SANParks’ detailed Table Mountain National Park Position Statement: Tokai and Cecilia Plantations, released on 30 August 2016, is most welcome. So too is its invitation to Capetonians (and, more particularly, residents living in Zwaanswyk, Tokai, Westlake and Constantia) to volunteer their time and skills to “projects and initiatives…conserving our natural heritage”.

Alien landscape
Alien landscape But for an integrated wildfire management system, Tokai Plantation’s once-fuel loaded pine compartments might have devastated suburbs showing little evidence of an appreciation for defensible space. Photograph: Patrick Ryan

Our volunteers in the SANParks Honorary Rangers, Cape Peninsula Fire Protection Association, Volunteer Wildfire Services and other organisations where South Africans, freely or for limited remuneration, dedicate their lives and time to ensuring the safety of our biodiversity and our city’s residents should be supported in every possible way.
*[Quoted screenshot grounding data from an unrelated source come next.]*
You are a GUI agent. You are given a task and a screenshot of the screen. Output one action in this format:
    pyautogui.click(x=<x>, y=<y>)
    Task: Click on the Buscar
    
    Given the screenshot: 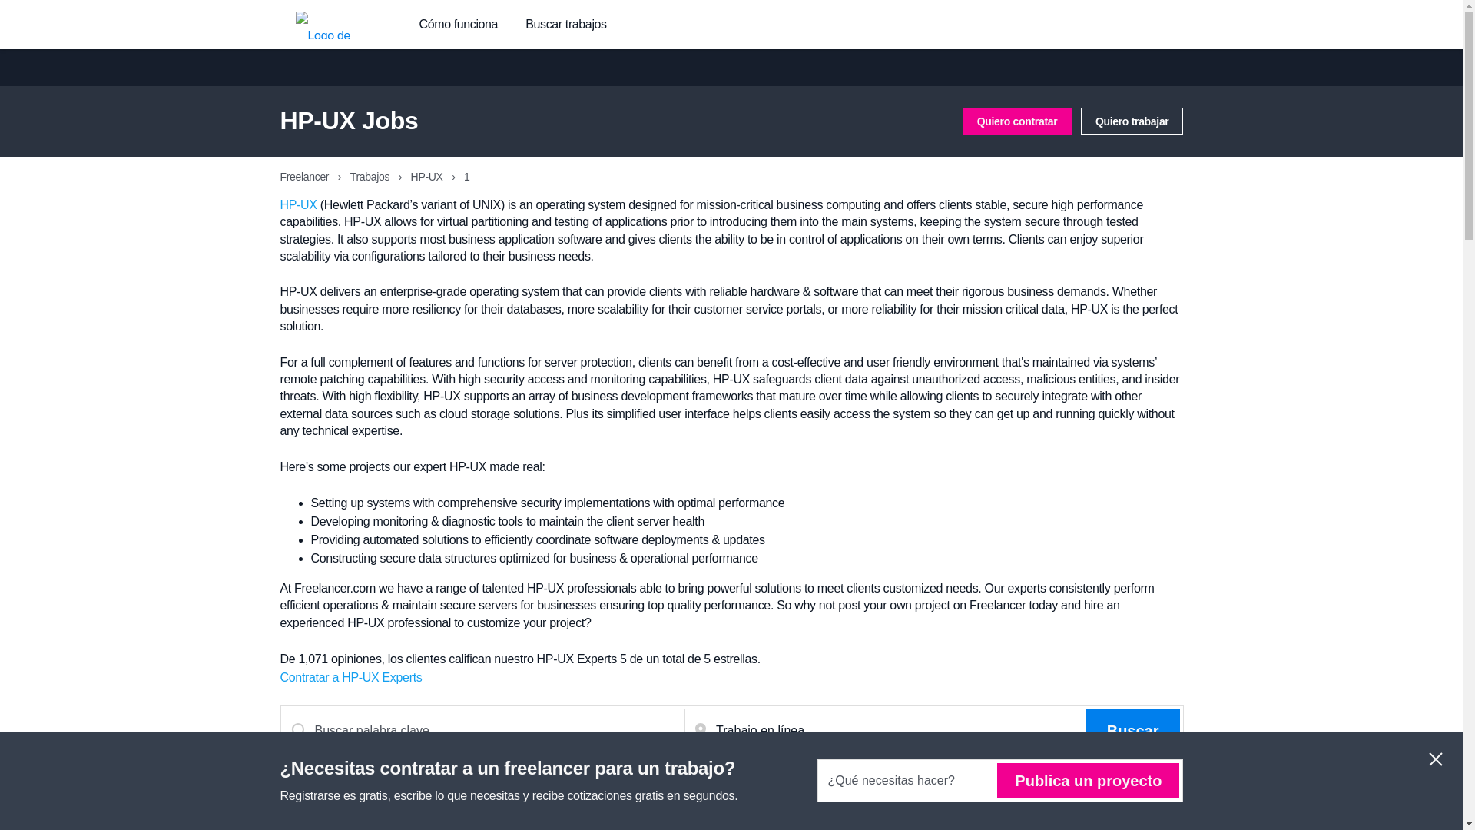 What is the action you would take?
    pyautogui.click(x=1132, y=730)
If, as a resident living in the area affected by felling operations, you find yourself unable to volunteer time or resources to meaningful conservation efforts beyond protecting your own defensible space, we urge you to visit a bookshop or Wizardz Print & Design outlet near you to acquire a copy of The Cape Aflame – Cape Town’s Dance with Fire.

The full cover price goes directly to The Cape Aflame Project’s partners (mentioned above and including the Cape of Good Hope SPCA’s Wildlife and Horse Care Units), who unstintingly support SANParks in its efforts to preserve Table Mountain National Park for all our people and the world.

Show them you care and support their selfless efforts.